His father Yehoshua Yellin was one of the founders of the Nahalat Shiv'a neighborhood in Jerusalem and his mother Serah was the daughter of Shlomo Yehezkel Yehuda, the son of Ezekiel Judah, a Rabbi and educator from Iraq.
At the age of 14, Yellin started writing a newspaper, Har Tziyon ("Mount Zion"), which was published in one copy twice a month; he sustained it for 43 issues.
The committee disbanded after one year, but was reestablished in 1904 when school teachers complained about the lack of Hebrew terminology.
In 1903 he participated with Menachem Ussishkin in the founding of the Assembly of the Land of Israel (הכנסייה הארצישראלית)—an attempt to create a representative body of the Jews in the Yishuv.
Like his younger brother Shlomo Yellin, David was a staunch supporter of the Ottoman Empire in the years after the Young Turk Revolution.
[1] In 1913, at the time of the War of the Languages in the Yishuv, Yellin resigned from the teachers college that was sustained by the Hilfsverein der deutschen Juden (Aid Society of German Jews), which supported German-language professional education in the Technion, and founded the Hebrew school for teachers.

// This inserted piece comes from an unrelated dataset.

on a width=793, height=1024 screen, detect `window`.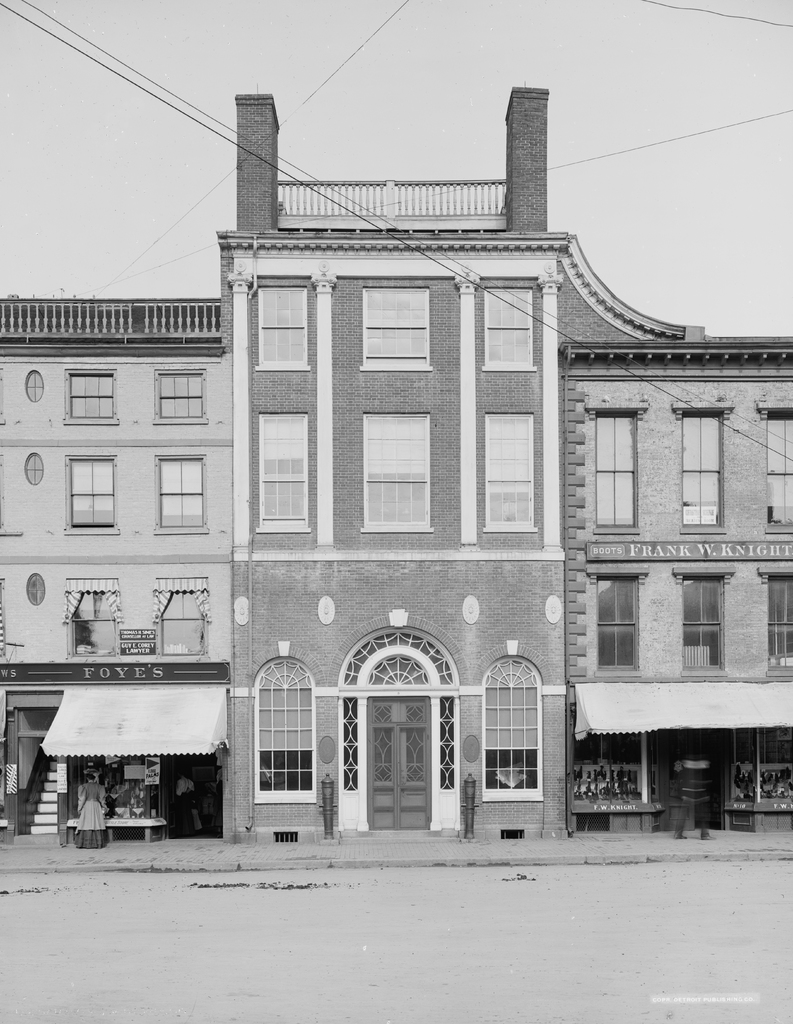
{"x1": 255, "y1": 284, "x2": 311, "y2": 370}.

As a consequence of these events and the Mandatory Palestine administration's handling of Jews, Yellin and his wife wrote in 1939 a letter to the High Commissioners for Palestine and Transjordan in which they explained why they are returning the awards that they received from the British government: The award of honor was given to me by this government, for which political considerations are more important than any feeling of morality, and which cause it to assist those who killed and mauled not only my people (among them my innocent son!)
[2][3] Yellin was one of the central people in the process of the revival of the Hebrew language, and particularly active in coining neologisms.